Culture: Public Holiday L-Z
Lawyer's Day   (+3, -3)  [vote for, against]
America's next Hallmark Event

First we had Father's Day and Mother's Day. Then some bright spark at Hallmark realised that vocational days would shift more cards, and came up with things like Secretary's Day, President's Day, and so on.

In contemporary America (and, to a lesser extent, other Western societies), lawyers are playing an increasingly prominent role. If something bad happens to you, you can sue someone for damages, even if common sense would say it's your fault. With software and business model patents being what they are, selling software or launching a business without engaging a patent attorney is like stepping into a minefield blindfolded (only if you actually stepped into a minefield blindfolded and lost a leg or two, you could probably sue the manufacturer of the blindfold, but I digress). Even in popular culture, lawyers are stars; witness the success of John Grisham. Lawyers are involved in increasingly many transactions, and are an increasingly important part of everyday life.

Hence the proposal for Lawyer's Day. A day when you can buy cards to give to your lawyer (or the various lawyers you retain) to express your appreciation for their vital service. The cards would be sentimental and unironic, in a wholesome, almost Norman Rockwell sort of way, to give an insanely litigious system an air of homely, old-fashioned goodness, as natural and good as motherhood and girl scout cookies. The legal industry would get an image boost, and greeting card companies would clean up massively.
-- acb, Mar 29 2001

Poetic Legalese http://www.halfbake...a/Poetic_20Legalese
The cards could provide a way to make this more popular. [Aristotle, Mar 29 2001, last modified Oct 04 2004]

Be a bit more generic and call it "Scapegoat Day."

(The decision to sue despite common sense is not made by the lawyer, but by the client, and relies on the similar lack of common sense in juries.)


**Try it**
Would you please retype the records that follow, word for word?

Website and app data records
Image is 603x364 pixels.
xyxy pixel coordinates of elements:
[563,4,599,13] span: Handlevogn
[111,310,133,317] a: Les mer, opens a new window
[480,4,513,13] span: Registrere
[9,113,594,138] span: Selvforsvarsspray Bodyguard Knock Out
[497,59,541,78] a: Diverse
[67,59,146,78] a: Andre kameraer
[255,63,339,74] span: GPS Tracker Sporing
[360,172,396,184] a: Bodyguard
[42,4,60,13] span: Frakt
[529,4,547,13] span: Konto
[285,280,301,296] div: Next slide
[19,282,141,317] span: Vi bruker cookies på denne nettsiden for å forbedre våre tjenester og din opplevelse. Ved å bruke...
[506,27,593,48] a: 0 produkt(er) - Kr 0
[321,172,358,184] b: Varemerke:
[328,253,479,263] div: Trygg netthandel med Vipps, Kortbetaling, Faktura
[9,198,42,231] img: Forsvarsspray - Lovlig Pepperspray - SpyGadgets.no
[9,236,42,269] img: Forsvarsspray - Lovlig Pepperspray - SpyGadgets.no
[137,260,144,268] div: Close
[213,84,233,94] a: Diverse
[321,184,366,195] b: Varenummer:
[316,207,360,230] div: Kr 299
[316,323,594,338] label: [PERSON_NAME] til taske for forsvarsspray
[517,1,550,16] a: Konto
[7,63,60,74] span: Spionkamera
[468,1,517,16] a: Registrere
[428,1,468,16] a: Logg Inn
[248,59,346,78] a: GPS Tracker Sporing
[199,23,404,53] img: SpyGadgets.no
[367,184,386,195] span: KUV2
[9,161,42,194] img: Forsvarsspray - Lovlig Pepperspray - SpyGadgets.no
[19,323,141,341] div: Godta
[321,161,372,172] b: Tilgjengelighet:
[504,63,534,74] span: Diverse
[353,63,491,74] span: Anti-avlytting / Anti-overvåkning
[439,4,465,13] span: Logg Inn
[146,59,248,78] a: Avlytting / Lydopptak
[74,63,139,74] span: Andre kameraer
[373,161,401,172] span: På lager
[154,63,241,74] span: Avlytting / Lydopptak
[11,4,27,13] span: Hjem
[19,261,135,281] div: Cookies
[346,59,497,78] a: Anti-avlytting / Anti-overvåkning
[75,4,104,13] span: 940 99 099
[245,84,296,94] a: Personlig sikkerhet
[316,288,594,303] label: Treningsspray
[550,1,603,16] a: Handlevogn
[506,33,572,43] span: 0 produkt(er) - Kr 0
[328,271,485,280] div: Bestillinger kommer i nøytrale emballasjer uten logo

**Task result**
Image is 603x364 pixels.
xyxy pixel coordinates of elements:
[563,4,599,13] span: Handlevogn
[111,310,133,317] a: Les mer, opens a new window
[480,4,513,13] span: Registrere
[9,113,594,138] span: Selvforsvarsspray Bodyguard Knock Out
[497,59,541,78] a: Diverse
[67,59,146,78] a: Andre kameraer
[255,63,339,74] span: GPS Tracker Sporing
[360,172,396,184] a: Bodyguard
[42,4,60,13] span: Frakt
[529,4,547,13] span: Konto
[285,280,301,296] div: Next slide
[19,282,141,317] span: Vi bruker cookies på denne nettsiden for å forbedre våre tjenester og din opplevelse. Ved å bruke...
[506,27,593,48] a: 0 produkt(er) - Kr 0
[321,172,358,184] b: Varemerke:
[328,253,479,263] div: Trygg netthandel med Vipps, Kortbetaling, Faktura
[9,198,42,231] img: Forsvarsspray - Lovlig Pepperspray - SpyGadgets.no
[9,236,42,269] img: Forsvarsspray - Lovlig Pepperspray - SpyGadgets.no
[137,260,144,268] div: Close
[213,84,233,94] a: Diverse
[321,184,366,195] b: Varenummer:
[316,207,360,230] div: Kr 299
[316,323,594,338] label: [PERSON_NAME] til taske for forsvarsspray
[517,1,550,16] a: Konto
[7,63,60,74] span: Spionkamera
[468,1,517,16] a: Registrere
[428,1,468,16] a: Logg Inn
[248,59,346,78] a: GPS Tracker Sporing
[199,23,404,53] img: SpyGadgets.no
[367,184,386,195] span: KUV2
[9,161,42,194] img: Forsvarsspray - Lovlig Pepperspray - SpyGadgets.no
[19,323,141,341] div: Godta
[321,161,372,172] b: Tilgjengelighet:
[504,63,534,74] span: Diverse
[353,63,491,74] span: Anti-avlytting / Anti-overvåkning
[439,4,465,13] span: Logg Inn
[146,59,248,78] a: Avlytting / Lydopptak
[74,63,139,74] span: Andre kameraer
[373,161,401,172] span: På lager
[154,63,241,74] span: Avlytting / Lydopptak
[11,4,27,13] span: Hjem
[19,261,135,281] div: Cookies
[346,59,497,78] a: Anti-avlytting / Anti-overvåkning
[75,4,104,13] span: 940 99 099
[245,84,296,94] a: Personlig sikkerhet
[316,288,594,303] label: Treningsspray
[550,1,603,16] a: Handlevogn
[506,33,572,43] span: 0 produkt(er) - Kr 0
[328,271,485,280] div: Bestillinger kommer i nøytrale emballasjer uten logo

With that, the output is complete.